Dr Simón pleaded for social media influencers to use their clout with young people to persuade them of the dangers of the virus. “We can’t allow this to go on,” he said. “I understand that people want to party, but there are lots of ways to party.”

Critics say that Madrid and Spain as a whole need to step up their effort to track and trace the virus spread. In Madrid, where more than 2,800 new cases were reported on Friday, there are about 550 trackers.

“Unless citizens take responsibility, in terms of staying at home if they have been in contact [with someone infected], we could have the best tracking in the world and it won’t be enough,” Enrique Ruiz Escudero, the Madrid region’s top health official, told the Financial Times. “Most of the outbreaks we have detected have been family or social gatherings, when people relax and think they can’t be infected.”

With the disease resurgent in a city that has been largely deserted for the beach, the challenge is to avoid a disastrous further surge when people return to schools and work in around two weeks time, as well as during the autumn flu season.

As is the case in countries such as France and Germany, the number of daily cases recorded in Spain has already returned to levels not seen since spring. On Friday, the health ministry reported more than 8,000 new cases and said that 125 people had died in the previous week. This compares with a death toll of 22 in the week up to August 6.

Mr Ruiz Escudero emphasised that current hospitalisations and intensive care cases are a fraction of the levels reached during the pandemic’s peak in March and April, and that those affected are on the whole much younger than before. About half of all Spain’s new cases are asymptomatic. 

He added that the high totals in Madrid were partly the result of large-scale random testing in the most affected areas, rejecting criticism that the region’s centre-right government was too quick to relax controls when Spain’s nationwide lockdown ended on June 21.

Madrid, together with the rest of the country, is now reimposing some controls, this week decreeing the closure of nightclubs and discos — although on Friday a judge was reported to have overturned the order.

Mr Ruiz Escudero said the region was looking at “all possible scenarios” for the return to school, including part-time attendance, and called for nationwide agreement on protocols for how schools should respond to Covid-19 cases.

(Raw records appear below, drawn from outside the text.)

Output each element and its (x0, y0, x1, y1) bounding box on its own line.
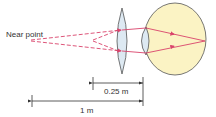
eye-corrective-lens-diagram (0, 0, 216, 117)
eye-lens (142, 27, 150, 55)
near-point-label: Near point (6, 30, 32, 40)
distance-label-large: 1 m (80, 106, 93, 116)
distance-label-small: 0.25 m (104, 87, 128, 97)
near-point-rays (31, 29, 121, 52)
corrective-lens (117, 8, 127, 74)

“The phase-out of the lockdown accelerated too much in June,” said Miguel Otero, an analyst at the Elcano institute, a think-tank, who served on a government committee on the transition to a new normality. “People had the impression the virus was coming under control and there was huge pressure on the economy to reopen, particularly the tourism and entertainment sectors.”

Mr Otero also suggested that part of the reason why Covid-19 was now more prevalent in Spain than elsewhere was the country’s love of bar-hopping and of family gatherings.